Motor manufacturer automates production

A Baldor product story
Edited by the Engineeringtalk editorial team Sep 10, 2002

Motion controllers compatible with Mint software are at the heart of what is believed to be the most advanced piece of automation ever produced for electric motor manufacturing.

Motion controllers compatible with Mint software are at the heart of what is believed to be the most advanced piece of automation ever produced for electric motor manufacturing.

Developed by Alliance Winding for Baldor, the new machine automates virtually the entire motor manufacturing process from coil winding and welding stator laminations, to assembly, test and fitting of outer product packaging - and is capable of producing finished assemblies every 20 seconds to most programmable specifications.

Representing an investment of $4 million, the machine provides Baldor with extreme manufacturing flexibility, allowing it to produce custom motors in very small batches.

The only human intervention required is to replenish materials, and to attach the connection leads.

Apart from this, production is entirely automated, with motors progressing from manufacturing cell to cell along a conveyor for the various stages of build.

It's the most highly automated process of this type that Alliance Winding - recognised leaders in this field - has ever produced.

In all, 78 axes of motion and over 200 motors are employed to automate the processes.

Mint motion controllers were chosen for the underlying real-time control capability required to implement this application.

These controllers allowed Alliance Winding to divide the complex motion control system down into loosely coupled semiautonomous subsystems which control the functions performed at each stages, initiating actions in response to I/O events, under the supervisory control of a host PC running a Visual Basic user interface.

This distributed architecture was made possible by the ability of the NextMove PCIbus cards to store and execute embedded motion control programs locally, using the interpreter-style capability of the Mint embedded system.

The card's onboard analogue and digital I/O was also critical in providing an efficient solution, as in addition to controlling the servomotor axes that manage the core manufacturing cell functions such as coil winding, the control loops all rely on fast I/O processing to sense and react to events.

"The high level keywords and the macro facilities of the Mint language helped to speed implementation of the motion control system on this ambitious project", notes Barb Smith, systems integrator with Alliance Winding.

"We devised a number of macros which condense sophisticated operations into friendly single commands - helping to reduce the complexity of the control problem, by simplifying coding, debug and optimisation".

In total, eight types of cells are used in this application: 'shed' winders for creating the wire coils on forms (there are six on the machine), plus stations for welding stator laminations, inserting the coils into the laminations, lead placement (manually performed), lead crimping, continuity testing, wire bonding, and fitting outer product shell.

"We've never seen automation to this level before in the motor industry", adds Pete Morreale of Alliance Winding.

"The architectural principles we've established in the design of this machine provide a platform to link items of automation which are traditionally used standalone - eliminating virtually all of the manual operations required for producing electric motors and allowing custom products to be built without missing a beat".

Find out more about this article. Request a brochure, download technical specifications and request samples here.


▶ **PROBLEM STATEMENT**
All entries below must be given again word for word.

▶ **DATA**
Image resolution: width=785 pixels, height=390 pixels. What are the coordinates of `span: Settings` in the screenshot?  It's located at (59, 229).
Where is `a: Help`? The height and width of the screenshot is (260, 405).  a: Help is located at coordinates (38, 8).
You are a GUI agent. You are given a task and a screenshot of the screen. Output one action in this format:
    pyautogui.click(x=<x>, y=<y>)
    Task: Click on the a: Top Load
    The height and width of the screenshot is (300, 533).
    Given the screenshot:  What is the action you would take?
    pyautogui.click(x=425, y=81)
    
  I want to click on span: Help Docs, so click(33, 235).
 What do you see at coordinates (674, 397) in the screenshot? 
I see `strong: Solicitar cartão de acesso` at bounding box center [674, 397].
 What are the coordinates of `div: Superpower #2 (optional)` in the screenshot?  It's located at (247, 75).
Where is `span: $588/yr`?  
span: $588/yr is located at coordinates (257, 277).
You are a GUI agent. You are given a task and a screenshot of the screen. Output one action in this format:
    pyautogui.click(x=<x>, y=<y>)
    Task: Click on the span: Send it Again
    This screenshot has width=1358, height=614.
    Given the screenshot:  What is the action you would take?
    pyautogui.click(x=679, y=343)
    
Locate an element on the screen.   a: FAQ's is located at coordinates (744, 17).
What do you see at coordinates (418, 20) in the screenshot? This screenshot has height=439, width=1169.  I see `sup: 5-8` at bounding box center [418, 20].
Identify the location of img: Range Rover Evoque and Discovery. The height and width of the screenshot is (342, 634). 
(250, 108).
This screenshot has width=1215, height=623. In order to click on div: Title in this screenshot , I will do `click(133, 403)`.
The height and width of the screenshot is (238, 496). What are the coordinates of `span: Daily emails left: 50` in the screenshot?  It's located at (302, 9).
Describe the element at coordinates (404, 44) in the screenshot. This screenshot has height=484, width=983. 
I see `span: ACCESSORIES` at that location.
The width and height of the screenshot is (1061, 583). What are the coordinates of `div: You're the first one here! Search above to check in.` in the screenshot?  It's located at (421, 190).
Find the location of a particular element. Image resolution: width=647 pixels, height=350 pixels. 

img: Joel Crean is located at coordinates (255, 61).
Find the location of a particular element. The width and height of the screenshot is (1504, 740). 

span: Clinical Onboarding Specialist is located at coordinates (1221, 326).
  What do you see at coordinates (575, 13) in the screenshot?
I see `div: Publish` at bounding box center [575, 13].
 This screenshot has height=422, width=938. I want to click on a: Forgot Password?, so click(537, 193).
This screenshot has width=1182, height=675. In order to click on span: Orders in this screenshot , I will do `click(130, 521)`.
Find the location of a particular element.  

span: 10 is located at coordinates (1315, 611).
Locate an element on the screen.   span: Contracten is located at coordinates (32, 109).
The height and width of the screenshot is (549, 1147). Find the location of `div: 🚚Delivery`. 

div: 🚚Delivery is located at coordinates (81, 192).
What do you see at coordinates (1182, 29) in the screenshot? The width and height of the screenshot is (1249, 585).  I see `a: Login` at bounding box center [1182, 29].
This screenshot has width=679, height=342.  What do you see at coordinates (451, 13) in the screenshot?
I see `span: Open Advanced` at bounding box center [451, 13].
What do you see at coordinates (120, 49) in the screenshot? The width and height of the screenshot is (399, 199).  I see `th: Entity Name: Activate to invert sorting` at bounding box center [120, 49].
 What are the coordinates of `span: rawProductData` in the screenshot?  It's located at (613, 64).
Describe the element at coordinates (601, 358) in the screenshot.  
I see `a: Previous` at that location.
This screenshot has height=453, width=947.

▶ **OUTPUT OF THE EXERCISE**
Image resolution: width=785 pixels, height=390 pixels. What are the coordinates of `span: Settings` in the screenshot?  It's located at (59, 229).
Where is `a: Help`? The height and width of the screenshot is (260, 405).  a: Help is located at coordinates (38, 8).
You are a GUI agent. You are given a task and a screenshot of the screen. Output one action in this format:
    pyautogui.click(x=<x>, y=<y>)
    Task: Click on the a: Top Load
    The height and width of the screenshot is (300, 533).
    Given the screenshot:  What is the action you would take?
    pyautogui.click(x=425, y=81)
    
  I want to click on span: Help Docs, so click(33, 235).
 What do you see at coordinates (674, 397) in the screenshot? 
I see `strong: Solicitar cartão de acesso` at bounding box center [674, 397].
 What are the coordinates of `div: Superpower #2 (optional)` in the screenshot?  It's located at (247, 75).
Where is `span: $588/yr`?  
span: $588/yr is located at coordinates (257, 277).
You are a GUI agent. You are given a task and a screenshot of the screen. Output one action in this format:
    pyautogui.click(x=<x>, y=<y>)
    Task: Click on the span: Send it Again
    This screenshot has width=1358, height=614.
    Given the screenshot:  What is the action you would take?
    pyautogui.click(x=679, y=343)
    
Locate an element on the screen.   a: FAQ's is located at coordinates (744, 17).
What do you see at coordinates (418, 20) in the screenshot? This screenshot has height=439, width=1169.  I see `sup: 5-8` at bounding box center [418, 20].
Identify the location of img: Range Rover Evoque and Discovery. The height and width of the screenshot is (342, 634). 
(250, 108).
This screenshot has width=1215, height=623. In order to click on div: Title in this screenshot , I will do `click(133, 403)`.
The height and width of the screenshot is (238, 496). What are the coordinates of `span: Daily emails left: 50` in the screenshot?  It's located at (302, 9).
Describe the element at coordinates (404, 44) in the screenshot. This screenshot has height=484, width=983. 
I see `span: ACCESSORIES` at that location.
The width and height of the screenshot is (1061, 583). What are the coordinates of `div: You're the first one here! Search above to check in.` in the screenshot?  It's located at (421, 190).
Find the location of a particular element. Image resolution: width=647 pixels, height=350 pixels. 

img: Joel Crean is located at coordinates (255, 61).
Find the location of a particular element. The width and height of the screenshot is (1504, 740). 

span: Clinical Onboarding Specialist is located at coordinates (1221, 326).
  What do you see at coordinates (575, 13) in the screenshot?
I see `div: Publish` at bounding box center [575, 13].
 This screenshot has height=422, width=938. I want to click on a: Forgot Password?, so click(537, 193).
This screenshot has width=1182, height=675. In order to click on span: Orders in this screenshot , I will do `click(130, 521)`.
Find the location of a particular element.  

span: 10 is located at coordinates (1315, 611).
Locate an element on the screen.   span: Contracten is located at coordinates (32, 109).
The height and width of the screenshot is (549, 1147). Find the location of `div: 🚚Delivery`. 

div: 🚚Delivery is located at coordinates (81, 192).
What do you see at coordinates (1182, 29) in the screenshot? The width and height of the screenshot is (1249, 585).  I see `a: Login` at bounding box center [1182, 29].
This screenshot has width=679, height=342.  What do you see at coordinates (451, 13) in the screenshot?
I see `span: Open Advanced` at bounding box center [451, 13].
What do you see at coordinates (120, 49) in the screenshot? The width and height of the screenshot is (399, 199).  I see `th: Entity Name: Activate to invert sorting` at bounding box center [120, 49].
 What are the coordinates of `span: rawProductData` in the screenshot?  It's located at (613, 64).
Describe the element at coordinates (601, 358) in the screenshot.  
I see `a: Previous` at that location.
This screenshot has height=453, width=947.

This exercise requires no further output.